Even so, satellite images suggest that some nuclear-capable B-52H bombers were recently deployed to the Al Udaid Air Base in Qatar, the United States’ largest military installation in the region.
Some analysts suggest that Iran will tread carefully to ensure that escalating Middle East tensions do not spark domestic unrest.
“Due to his tough stance against the Islamic Republic, Trump enjoys a certain level of popularity among ordinary Iranians, thus worrying Iran’s rulers. A new Trump presidency could strengthen more members of the public to challenge the regime,” said Iran scholar Meir Javedanfar.

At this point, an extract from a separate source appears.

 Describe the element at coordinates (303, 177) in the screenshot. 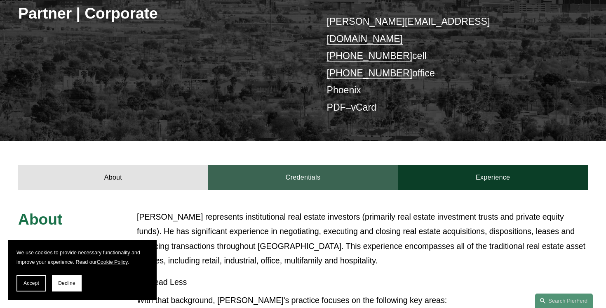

Iran’s balancing act becomes more precarious in the short term because the run-up to Mr. Trump’s inauguration is when there could be a vacuum in Washington with senior officials leaving the Biden administration to take up new jobs.
“The nightmare scenario is that a new or escalated Middle East crisis will erupt in the next few weeks. Trump will be powerless, and Biden/Harris will be weak and likely to be cautious on how to respond,” said Gulf scholar Simon Henderson.
Dr. James M. Dorsey is an Adjunct Senior Fellow at Nanyang Technological University’s S. Rajaratnam School of International Studies, and the author of the syndicated column and podcast, The Turbulent World with James M. Dorsey.